A young girl. A hidden treasure. A dark family secret. ‘Evocative and enchanting – a future classic' Veronica Henry ‘An extraordinary debut... beautiful, dark, haunting’ Edward Carey ‘A captivating coming-of-age story’ Daily Mail ‘A bewitching read' Woman & Home
The hilarious new take on country life by one of Australia's bestselling authors They say it takes 10,000 hours to master a new skill. Well 60,000 hours since Todd and Jeff's tree change, they should have nailed country life, right? Sure, they've made great wine, built stunning villas and even learnt how to look after rescued farm animals - but how does anyone plan for the fury of Mother Nature? Bushfires, drought, sick animals, failed crops, snakes, broken machinery, insurmountable debts, the unstoppable breeding of peafowl ... Just when they think they're on top of things, they find another hurdle in their way. Despite fierce determination, a willingness to evolve and irrepressible humour,...

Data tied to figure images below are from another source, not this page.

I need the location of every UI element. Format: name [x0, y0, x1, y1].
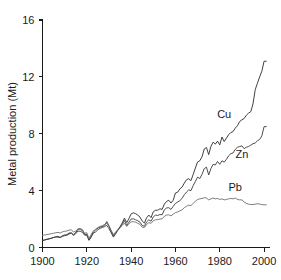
x-axis-ticks: 190019201940196019802000 — [30, 248, 276, 267]
series-annotations: CuZnPb — [217, 108, 248, 193]
y-tick-label: 8 — [28, 128, 34, 140]
series-line-cu — [43, 61, 267, 240]
series-lines — [43, 61, 267, 240]
series-label-zn: Zn — [235, 148, 248, 160]
axis-lines — [43, 20, 271, 248]
x-tick-label: 1960 — [163, 255, 187, 267]
y-axis-title: Metal production (Mt) — [6, 82, 18, 186]
y-tick-label: 4 — [28, 185, 34, 197]
x-tick-label: 1920 — [75, 255, 99, 267]
chart-figure: 0481216 190019201940196019802000 CuZnPb … — [0, 0, 281, 280]
line-chart: 0481216 190019201940196019802000 CuZnPb … — [0, 0, 281, 280]
x-tick-label: 1980 — [208, 255, 232, 267]
y-tick-label: 12 — [22, 71, 34, 83]
y-tick-label: 16 — [22, 14, 34, 26]
y-tick-label: 0 — [28, 242, 34, 254]
series-label-pb: Pb — [229, 181, 242, 193]
x-tick-label: 1900 — [30, 255, 54, 267]
x-tick-label: 1940 — [119, 255, 143, 267]
y-axis-ticks: 0481216 — [22, 14, 42, 254]
series-label-cu: Cu — [217, 108, 231, 120]
x-tick-label: 2000 — [252, 255, 276, 267]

From the internationally bestselling author of The House of Tides, a psychologically gripping novel about a group of college graduates who decide to live off the grid--and the consequences for their lives. Still grieving the death of her prematurely delivered infant, Lila finds a welcome distraction in renovating a country house she's recently inherited. Surrounded by blueprints and plaster dust, though, she finds herself drawn into the story of a group of idealistic university grads from thirty years before, who'd thrown off the shackles of bourgeois city life to claim the cottage and rely only on each other on the land. But utopia-building can be fraught with unexpected peril, and when the fate of the group is left eerily unclear, Lila turns her attention to untangling a web of secrets to uncover the shocking truth of what happened that fateful year, in order to come to terms with her own loss and build a new future for herself. Suspenseful and moving, with a deep secret at its heart, The Shadow Year is Hannah Richell's breakout book.